The first exhibition to explore Vincent’s olive groves now has new dates. Amsterdam’s Van Gogh Museum was originally to have presented the show this summer, but it has been delayed because of Covid-19. Van Gogh and the Olive Groves will instead start at the Dallas Museum of Art (17 October-6 February 2022) and then open at its Dutch venue next year (11 March-12 June 2022).
While recovering from his mental crises at the asylum on the outskirts of Saint-Rémy-de-Provence Van Gogh painted 15 olive scenes. They have been scientifically examined for the coming exhibition and nearly all will go on display. Reassembling the paintings (for the first time) has been a challenge, but hopefully the only missing ones will be two at New York’s Metropolitan Museum of Art and another at Washington, DC’s National Gallery of Art, which cannot be lent because of donor restrictions.
Van Gogh started work in the olive groves in June 1889, a month after his arrival at the asylum, following the ear mutilation incident in Arles. A quintessential feature of the Provençal landscape, the trees must have seemed dazzlingly exotic to a northerner.
Mesmerised by their reflective, evergreen leaves, Van Gogh described their attraction to his mother: “There are very beautiful fields of olive trees here, which are grey and silvery in leaf like pollard willows.” Many of the trees around Saint-Rémy-de-Provence were centuries old, their rugged trunks a testament to their longevity (sadly, most of the ancient trees would later die during an extreme frost in 1956).
One of his first efforts was a marvellous drawing, done swiftly with a brush and ink. His close observation of this grove would soon result in a series of paintings.
Van Gogh completed four paintings in June and early the following month, but in the middle of July he was suddenly struck down by another mental attack while working outside. The asylum doctor reported that Vincent had tried “to poison himself with his brush and paints”. His throat was extremely painful and he could not eat for days.
It took nearly six weeks to recover from the mental attack. Acknowledging that he had tried to commit suicide, Vincent explained metaphorically that “finding the water too cold”, he was struggling to regain the river bank. It was the prospect of being able to paint again that brought him back to life, and by late September he was once again allowed out of the asylum to work.
Research for the Dallas-Amsterdam exhibition has now sorted out the sequence of the 15 paintings. Olive Trees, owned by an anonymous private collector, has been dated to late September. Vincent described its colours in a letter to his brother Theo: “Silver, sometimes more blue, sometimes greenish, bronzed, whitening on ground that is yellow, pink, purplish or orangeish to dull red ochre.”
A technical examination of the privately-owned picture reveals that its light-sensitive red pigment has faded, so originally it would have tallied more closely with the artist’s description. Vincent went on to tell Theo that it was “very difficult” to capture the silver effect of the leaves—but he would persevere and strive for success like “the way the sunflowers are for yellows”.
Another painting, at the Van Gogh Museum, will also be redated to September 1889 (it is still on the museum’s website as a June work). Olive Grove, a relatively little-known work, displays great sensitivity in its colouring.
Among the noteworthy discoveries was finding that a grasshopper got stuck on the Olive Trees which is now at the Nelson-Atkins Museum of Art in Kansas City, Missouri. The presence of the unfortunate insect shows that the painting was done outside, in front of the motif.
While eventually completing his series at the end of the year, Vincent had the idea that his paintings of Provençal olive and cypress trees should find buyers in England. He wrote emphatically to Theo, saying that they “ought to go to England, I know well enough what they’re looking for over there”. Vincent had worked as a trainee art dealer in London in 1873-75.
Unfortunately, Van Gogh was wrong about English taste, and it was not until decades later that any of his olive grove paintings found collectors in Britain: one was bought by the academic Michael Sadler in 1923 and two by the aristocrat Victor Schuster in the late 1930s. Sadler’s was later acquired by the National Gallery of Scotland for £1,600 in 1934 and Schuster’s works both ended up in New York at the Metropolitan Museum of Art.
When Van Gogh departed from the asylum a year after his arrival he looked back on his efforts to capture the olive groves in the changing seasons: “When the more bronzed greenery takes on riper tones the sky is resplendent and is striped with green and orange; or even further on in the autumn, the leaves take on the violet tones vaguely of a ripe fig.” In May 1890 he left Saint-Rémy-de-Provence to head north on the final stop on his artistic journey, ending his life ten weeks later.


* EXERCISE REQUIREMENTS
The line containing "Image is 648x323 pixels." marks the end: copy exactly every line from the start of the records below up to and including it, leaving out pictures.

* SUPPLIED MATERIAL
>>>>>

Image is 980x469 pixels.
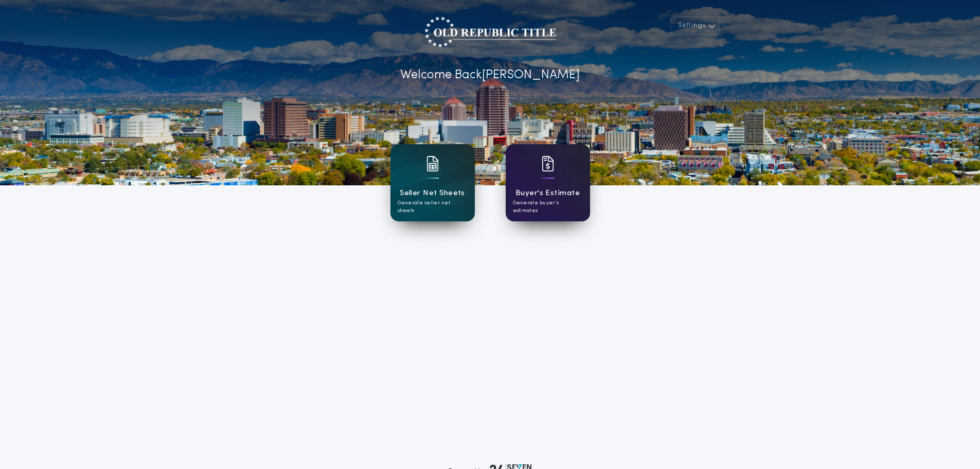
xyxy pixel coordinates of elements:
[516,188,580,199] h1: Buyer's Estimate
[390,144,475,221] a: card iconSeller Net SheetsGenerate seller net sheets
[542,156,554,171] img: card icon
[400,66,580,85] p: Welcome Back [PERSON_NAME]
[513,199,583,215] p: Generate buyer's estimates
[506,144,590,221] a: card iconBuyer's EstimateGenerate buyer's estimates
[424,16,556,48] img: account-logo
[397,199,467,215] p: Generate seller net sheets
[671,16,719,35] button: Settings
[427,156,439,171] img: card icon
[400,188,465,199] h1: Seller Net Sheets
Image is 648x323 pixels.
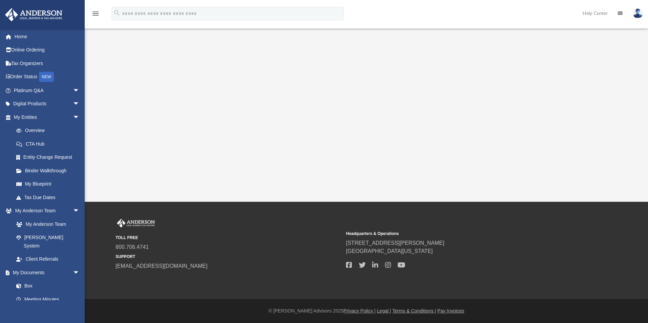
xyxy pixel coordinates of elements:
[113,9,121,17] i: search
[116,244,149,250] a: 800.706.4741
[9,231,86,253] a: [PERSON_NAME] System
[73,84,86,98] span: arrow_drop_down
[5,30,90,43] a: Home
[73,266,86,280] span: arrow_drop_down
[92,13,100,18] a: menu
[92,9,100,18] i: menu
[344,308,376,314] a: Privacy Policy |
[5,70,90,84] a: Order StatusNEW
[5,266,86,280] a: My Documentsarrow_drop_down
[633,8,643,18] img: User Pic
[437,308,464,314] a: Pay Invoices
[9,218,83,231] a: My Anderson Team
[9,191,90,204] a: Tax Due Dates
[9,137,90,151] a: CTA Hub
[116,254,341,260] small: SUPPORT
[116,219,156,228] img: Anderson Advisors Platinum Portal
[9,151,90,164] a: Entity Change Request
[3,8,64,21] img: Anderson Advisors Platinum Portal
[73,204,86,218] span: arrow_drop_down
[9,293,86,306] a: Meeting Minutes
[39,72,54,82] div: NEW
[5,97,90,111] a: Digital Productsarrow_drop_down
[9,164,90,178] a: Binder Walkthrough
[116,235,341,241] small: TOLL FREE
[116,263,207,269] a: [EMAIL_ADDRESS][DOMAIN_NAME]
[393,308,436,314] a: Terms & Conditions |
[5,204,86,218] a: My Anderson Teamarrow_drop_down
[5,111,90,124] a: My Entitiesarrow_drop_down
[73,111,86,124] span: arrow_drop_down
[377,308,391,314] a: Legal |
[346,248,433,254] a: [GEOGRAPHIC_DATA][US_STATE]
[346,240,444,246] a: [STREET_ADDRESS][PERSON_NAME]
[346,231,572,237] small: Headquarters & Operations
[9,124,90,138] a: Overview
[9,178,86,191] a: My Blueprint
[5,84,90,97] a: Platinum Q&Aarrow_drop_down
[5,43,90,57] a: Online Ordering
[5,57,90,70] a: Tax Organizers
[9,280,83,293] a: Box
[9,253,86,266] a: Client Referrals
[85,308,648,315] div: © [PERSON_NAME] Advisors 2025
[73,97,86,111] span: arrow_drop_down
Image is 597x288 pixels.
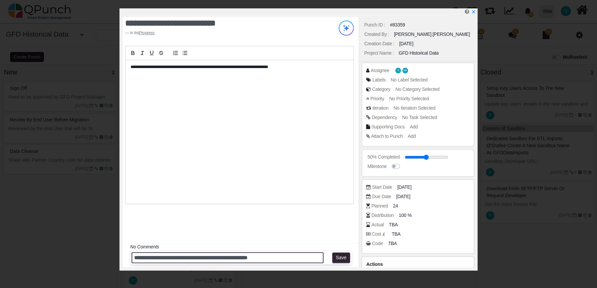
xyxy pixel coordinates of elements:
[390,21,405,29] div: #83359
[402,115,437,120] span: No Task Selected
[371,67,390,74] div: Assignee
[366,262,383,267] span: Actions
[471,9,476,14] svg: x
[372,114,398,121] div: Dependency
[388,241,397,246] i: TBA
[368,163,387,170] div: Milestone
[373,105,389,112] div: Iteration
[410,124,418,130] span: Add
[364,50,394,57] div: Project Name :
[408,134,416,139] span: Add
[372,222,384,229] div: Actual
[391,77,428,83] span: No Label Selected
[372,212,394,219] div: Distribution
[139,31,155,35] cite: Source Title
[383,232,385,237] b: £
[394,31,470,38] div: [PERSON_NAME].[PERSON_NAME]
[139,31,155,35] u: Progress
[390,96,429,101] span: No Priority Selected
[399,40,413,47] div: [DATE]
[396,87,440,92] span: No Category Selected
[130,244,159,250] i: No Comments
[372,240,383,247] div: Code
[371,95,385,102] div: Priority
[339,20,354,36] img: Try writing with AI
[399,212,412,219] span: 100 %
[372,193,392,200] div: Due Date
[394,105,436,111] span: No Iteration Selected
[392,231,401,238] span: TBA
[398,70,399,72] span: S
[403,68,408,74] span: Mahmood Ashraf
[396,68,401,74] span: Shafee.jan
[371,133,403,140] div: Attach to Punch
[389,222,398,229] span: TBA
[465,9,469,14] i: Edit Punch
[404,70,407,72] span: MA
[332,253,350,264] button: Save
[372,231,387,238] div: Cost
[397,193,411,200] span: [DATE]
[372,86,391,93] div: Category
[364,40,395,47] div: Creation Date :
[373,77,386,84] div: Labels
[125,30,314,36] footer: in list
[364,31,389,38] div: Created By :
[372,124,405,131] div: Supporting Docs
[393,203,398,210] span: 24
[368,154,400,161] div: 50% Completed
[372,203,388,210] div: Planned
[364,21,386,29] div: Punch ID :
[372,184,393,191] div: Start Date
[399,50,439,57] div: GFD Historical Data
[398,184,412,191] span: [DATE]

<<<<<

* THE COMPLETED TASK
Image is 980x469 pixels.
xyxy pixel coordinates of elements:
[516,188,580,199] h1: Buyer's Estimate
[390,144,475,221] a: card iconSeller Net SheetsGenerate seller net sheets
[542,156,554,171] img: card icon
[400,66,580,85] p: Welcome Back [PERSON_NAME]
[513,199,583,215] p: Generate buyer's estimates
[506,144,590,221] a: card iconBuyer's EstimateGenerate buyer's estimates
[424,16,556,48] img: account-logo
[397,199,467,215] p: Generate seller net sheets
[671,16,719,35] button: Settings
[427,156,439,171] img: card icon
[400,188,465,199] h1: Seller Net Sheets
Image is 648x323 pixels.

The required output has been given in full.